Wisdom Lineage Summary
Perfect Love Casts Out Fear
Friday, December 25, 2015
(Christmas Day)
What makes people so unkind and hurtful to one another? Sometimes the more petty and unnecessary it is, the more astounding it is. Where does this come from? Why is it much easier for humans to wrap themselves around problems, negativity, and blaming than around joy?
Humans make hard and impossible the very things they want the most! This tendency seems demonic. Such contrariness must be the meaning of any original wound or “sin.” We really are our own worst enemy. It is not just that we send our unresolved pain and fear toward others, but that we choose to abide in them ourselves. We refuse resurrection on a regular basis and then wonder why we are unhappy. Maybe we just need to be told how deep and hidden the problem is, and that there is another way. Normally we have to see a model, we have to know or meet one enlightened person and let them rub off on us. All holiness is contagious and never a private possession. You don’t acquire it, you fall into it. Like the Twelve-Step program, it “grows by attraction more than promotion.” The proliferation of pulpits throughout the Christian world pretty much show that we over-relied on promotion, but even that was normally “saving the supposed saved.”
Negativity works in many immediate and seemingly good ways. It unites a fear-based group far more quickly than love does, especially if you do not recognize or admit your own fears. Fear unites the disparate parts of your own False Self. The ego moves forward by contraction, self-protection, and refusal, by saying no. Sad to say, contraction gives you focus, purpose, direction, superiority, and a strange kind of security. It takes your aimless anxiety, covers it up, and turns it into purposefulness and urgency, which shows itself in a kind of drivenness. But this drive is not peaceful or happy; it is filled with itself. It is filled with agenda and sees all of its problems as “out there,” never “in here.” Witness American political agendas, if you want an overwhelming example of this level of consciousness.
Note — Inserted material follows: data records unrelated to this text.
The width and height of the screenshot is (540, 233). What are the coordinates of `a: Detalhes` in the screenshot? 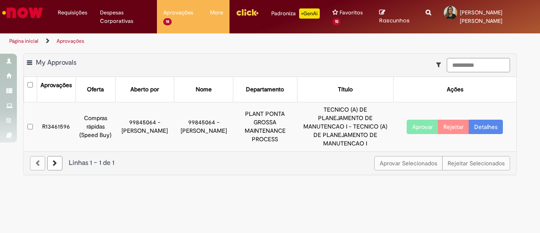 It's located at (486, 127).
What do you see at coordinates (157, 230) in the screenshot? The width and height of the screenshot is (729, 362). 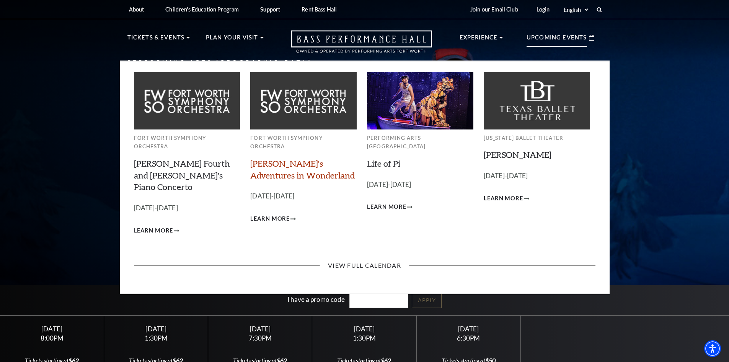 I see `a: Learn More Brahms Fourth and Grieg's Piano Concerto` at bounding box center [157, 230].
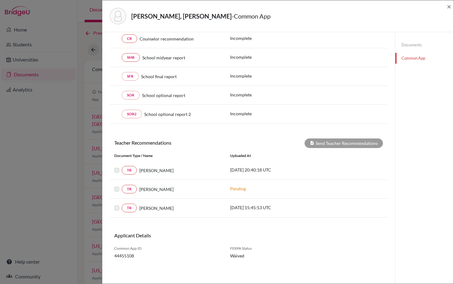  Describe the element at coordinates (166, 39) in the screenshot. I see `span: Counselor recommendation` at that location.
The soul, however, does not proceed by contraction but by expansion. It moves forward, not by exclusion, but by inclusion. It sees things deeply and broadly, not by saying no, but by saying yes, at least on some level, to whatever comes its way. Mary’s kind of yes (Luke 1:38) does not come easily. It requires that you let down some of your ego boundaries, and none of us likes to do that. What I mean by Mary’s kind of yes is an assent utterly given from beyond, no preconditions of worthiness required, a calm, wonderful ability to trust that someone else is in charge, and the foundations are good and going somewhere. It is a yes that is pure in motivation, open-ended in intent, and calm in confidence. Only grace can achieve such freedom in the soul, heart, or mind. We hardly know how to think this way by ourselves.
Jesus came to reveal and resolve the central and essential problem—humanity’s tendency toward fear and hate. The pattern is so deep and habitual within humans that we even make religion itself into a clever cover for our disguised need to remain fearful and hateful. The ultimate disguise whereby you can remain a mean-spirited person is to do it for God or country. You are relieved of all inner anxiety; you can maintain your positive self-image and even some kind of moral high ground, while hidden underneath are “the bones of the dead and every kind of corruption,” as Jesus said (Matthew 23:27).
Love is the totally enlightened, entirely nonsensical way out of this pattern. Love has to be worked toward, received, and enjoyed, first of all by recognizing our deep capacity for fear and hate. But remember, we gather around the negative space quickly, while we “fall into” love rather slowly, and only with lots of practice at falling. We’ll spend the whole next year of meditations exploring this kind of Love.
Gateway to Silence:
Keep me in Your truth.
Reference:
Adapted from Richard Rohr, Dancing Standing Still: Healing the World from a Place of Prayer (Paulist Press: 2014), 65-70.